Lifelong Learning
One of my hopes for this experience is personal and professional learning. I believe that one mark of a great teacher is one who never stops learning and growing. It’s only day three of the externship, but I have already learned so much–a new coding language and a refreshed advanced statistical knowledge–that I know will only continue with my time here at SAMSI. The more I develop knowledge of my content and the application of that content, the better I am then able to teach students. Statistics has always been one of my weaker fields in mathematics, and so I hope to solidify both the fundamentals as well as advanced knowledge of statistics. Working with AIG student populations, it is important that I am equipped with answers (or tools to find the answers) to the “why” questions I am so often asked. This knowledge is often rooted in both fundamental and advanced conceptual knowledge that I hope to gain during this experience. Hopefully, I won’t ever have to say to a student, “that’s just the way it is,” but rather will be able to explain why.

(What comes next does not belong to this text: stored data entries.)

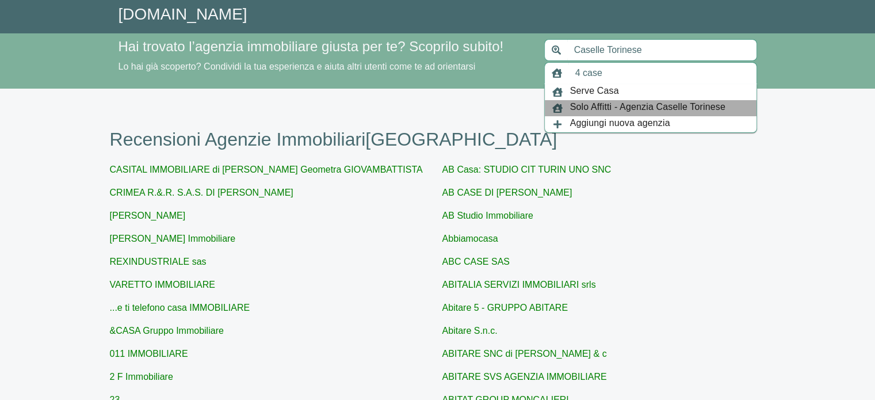 Image resolution: width=875 pixels, height=400 pixels. What do you see at coordinates (505, 307) in the screenshot?
I see `a: Abitare 5 - GRUPPO ABITARE` at bounding box center [505, 307].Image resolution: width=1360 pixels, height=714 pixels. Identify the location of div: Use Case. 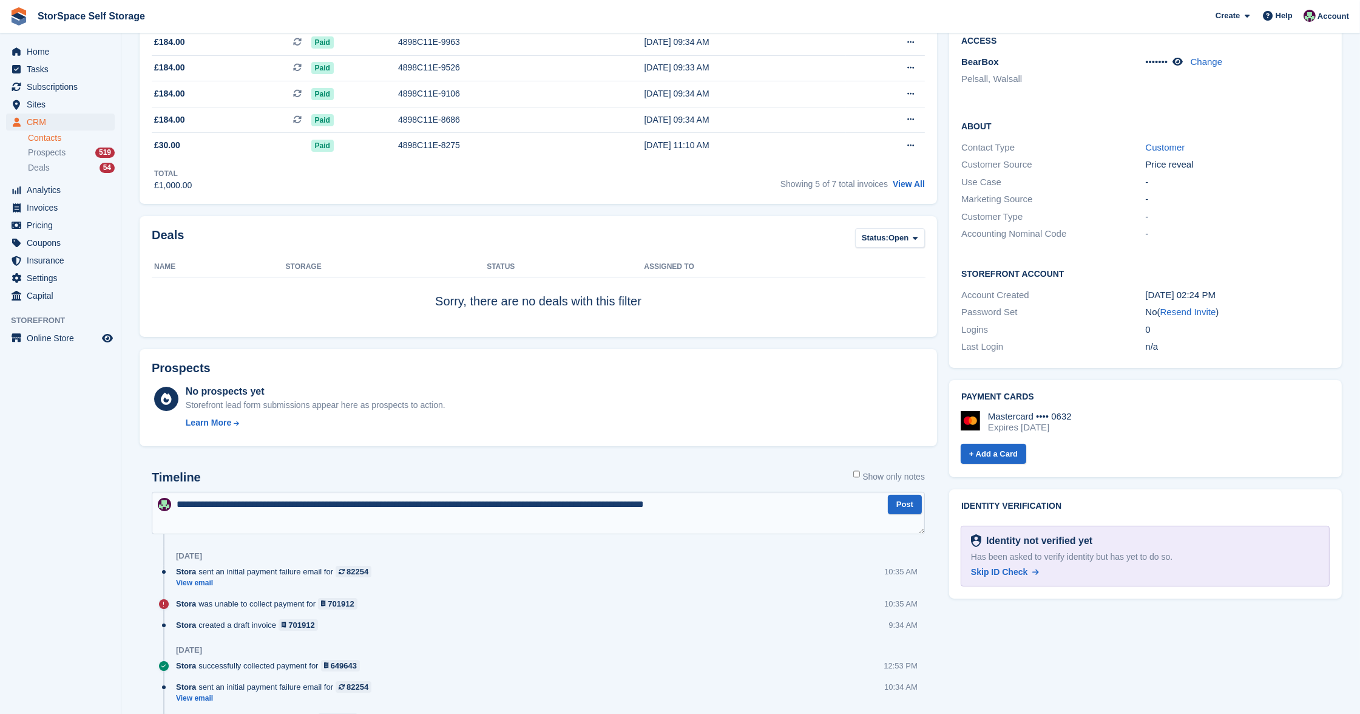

Additionally, showing students that learning is not a thing that only happens within the four walls of a classroom between the ages of 5 and 18 is very important to me. I hope that this will be an experience that I can share with students that models success as continual growth and learning.
Context
Perhaps the most important thing I hope to gain from this experience is context. Documentary film director Godfrey Reggio said, “all a good teacher can do is set a context, raise questions or enter into a kind of a dialogic relationship with their students.” This epitomizes what I have espoused as my pedagogical philosophy. Students in a math class shouldn’t have to ask, “when am I ever going to use this?” Shouldn’t we be creating math classrooms in which students just know the answer because the context is authentic and rich? I hope that this experience will help me transform my classroom into a place where math is learned because it is a needed tool to answer a genuine question–is the world around us predictable?
3 things I love here:
1) Your kids are so cute. I want to pinch their little science-loving cheeks.
2) The guiding question of this project. In English, we often go with the explanation that life is a series of meaningless circumstances beyond our control (this is the point of a LOT of great literature). I would like to think that there is order in all the chaos. Love it!
3) Context. I think that every teacher struggles with this. How do we make what we teach relevant to our kids? I look forward to seeing how you approach this issue.